The cancer eating up Nigeria is not the jargon of Medium Term, Rolling Plan, Perspective Plan or National Development. Why did all of these come unstuck? Why did they fail? Are they the disease or the symptoms?
Are we not listening to the vitriolic language of our debates? Are we not reading the same newspapers replete with strident divisiveness? Where in our outbursts, threats and jingoism can we locate the interest of the nation? Where in the fire and brimstone can we locate a passion for our nation? Where in our scramble for the national cake for ourselves and our group can we locate our allegiance to Nigeria?
Can you feel the shame? Any nation where a few or any group places its interest above everybody else’s or above the nation, any nation where the operating philosophy is everyone to himself, nothing can work.
And so it has not worked for us and even that which worked in the past have been lost to selfishness and excessive greed. It is unrealistic, in fact, a pretence, to think that once our self or group interest is taken care of, Nigeria will be okay. That has not happened; that cannot happen. The Nigeria that will work for any individual or group is a Nigeria that works for all! Can’t we get it? Justice is it!
There is no new grammar to blow. It is very simple. Man is the only agent of change for good or bad. As I say to people: A nation can be destroyed by earthquake and the people rise up and rebuild. A nation can be ravaged by flood and the citizens rise up and rebuild.
A nation can be swept by flood and the citizens rise up and rebuild. The economy of a nation can collapse and the citizens take collective responsibility and rebuild it. But any nation where the citizenry is destroyed by excessive greed, self-seeking and pessimism about their country, loses the capacity for self renewal.
That is the reason why Nigeria is reeling from crisis to crisis. That is why we have gone from a strong economy to a weak economy, our oil resources, notwithstanding. That is why all the fine documents, from Vision 2010 to 20:2020, have failed to transform our economy. That is why every aspect of our national life has collapsed.
That is why we have gone from being the giant of Africa to a whimpering mouse. That is why we watch as our country is being shot to pieces while we hope for a miracle to stop it. No people have paid so much lip service to their country as we have.
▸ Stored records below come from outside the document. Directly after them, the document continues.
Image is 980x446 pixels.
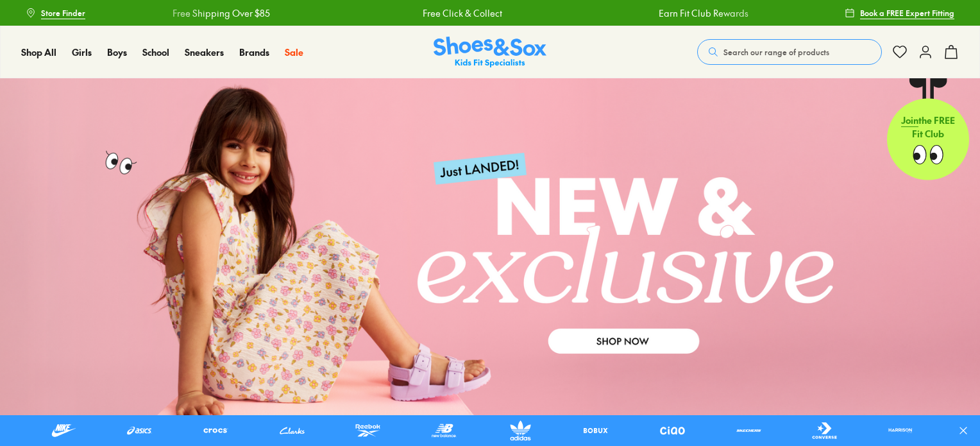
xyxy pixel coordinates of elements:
[185,45,224,59] a: Sneakers
[887,77,969,181] a: Jointhe FREE Fit Club
[285,45,304,59] a: Sale
[433,36,547,68] a: Shoes & Sox
[107,45,127,59] a: Boys
[724,46,830,58] span: Search our range of products
[72,45,92,59] a: Girls
[26,1,85,24] a: Store Finder
[659,6,748,20] a: Earn Fit Club Rewards
[422,6,502,20] a: Free Click & Collect
[698,39,882,65] button: Search our range of products
[239,45,270,59] a: Brands
[845,1,955,24] a: Book a FREE Expert Fitting
[902,114,919,126] span: Join
[433,36,547,68] img: SNS_Logo_Responsive.svg
[142,45,169,59] a: School
[887,103,969,150] p: the FREE Fit Club
[861,7,955,19] span: Book a FREE Expert Fitting
[41,7,85,19] span: Store Finder
[172,6,270,20] a: Free Shipping Over $85
[21,45,56,59] a: Shop All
Whatever Nigeria is today is what we made of it. Whatever Nigeria is not today is what we have failed to make of it. It is absolutely in our hands to make or mar Nigeria.
Yes, the anger in the land is justifiable. Nigeria has not been fair to all. But that is the architecture we constructed, all of us! Yet we are scared to even re-examine that architecture! Any leader who will make the difference must rise above himself, his ethnic proclivity and group dictates to put Nigerians to work for Nigeria.
Such a leader must reinvent the Nigerian citizenship that is patriotic and passionate about our country. That is the challenge. That is the only way to restore hope for Nigeria. Hope for our future must emanate from us, Nigerians.